DNS hierarchy, root nameservers, TLD nameservers, authoritative nameservers, recursive resolver, TTL, DNS caching

DNS: The Internet's Phone Book

DNS resolution hierarchy diagram

DNS translates example.com into an IP like 93.184.216.34. It is a distributed, cached, hierarchical database — not a single server.

The resolution chain

Recursive resolver (usually your ISP or 8.8.8.8) does the hard work. Your OS sends it the domain name and waits for the final answer.
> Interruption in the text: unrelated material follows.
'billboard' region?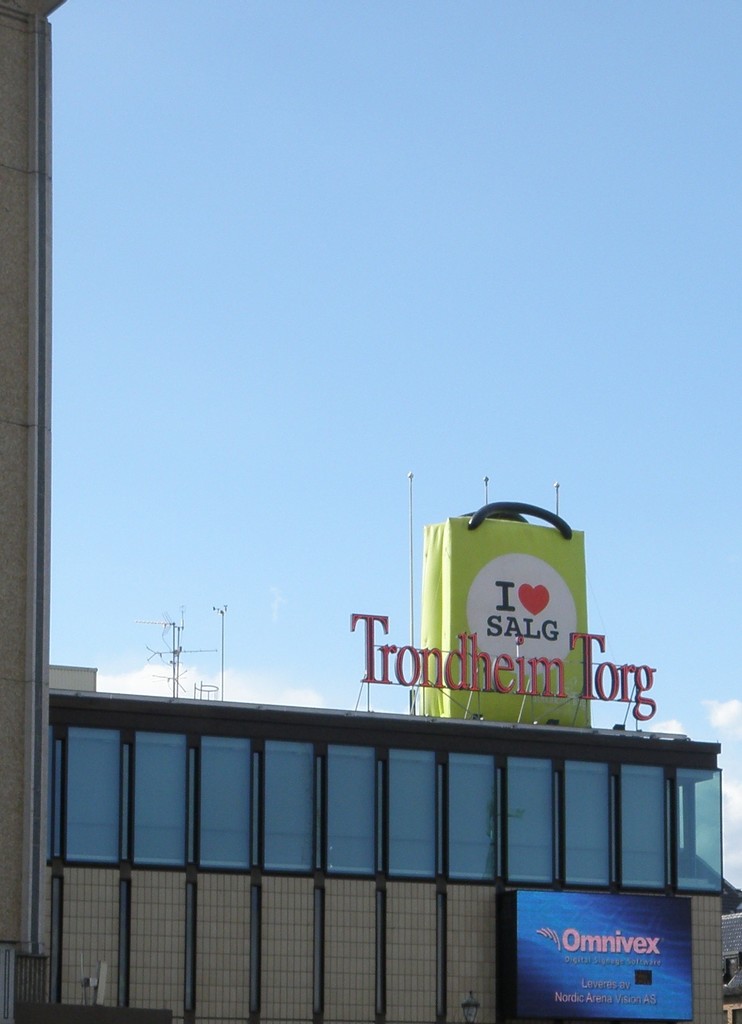
rect(504, 888, 702, 1021)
The resolver walks the DNS tree top-down:

  1. Root nameservers — 13 logical clusters worldwide. They know which nameservers are responsible for each TLD (.com, .io, etc.).
  2. TLD nameservers — Know which nameserver is authoritative for example.com.
  3. Authoritative nameserver — The actual source of truth. Returns the A or AAAA record with the IP address.

TTL and caching

Every DNS record has a TTL (Time To Live) in seconds. Resolvers cache answers for that duration, so subsequent lookups skip the whole chain. Low TTL = faster propagation after changes, more DNS traffic. High TTL = faster resolution, slower updates.

# Trace the full DNS resolution path
dig +trace example.com

# Check TTL on a record
dig example.com A | grep -i ttl

DNS failures are silent and maddening. When a site is down for some users but not others, check TTL and whether stale records are cached at different resolvers.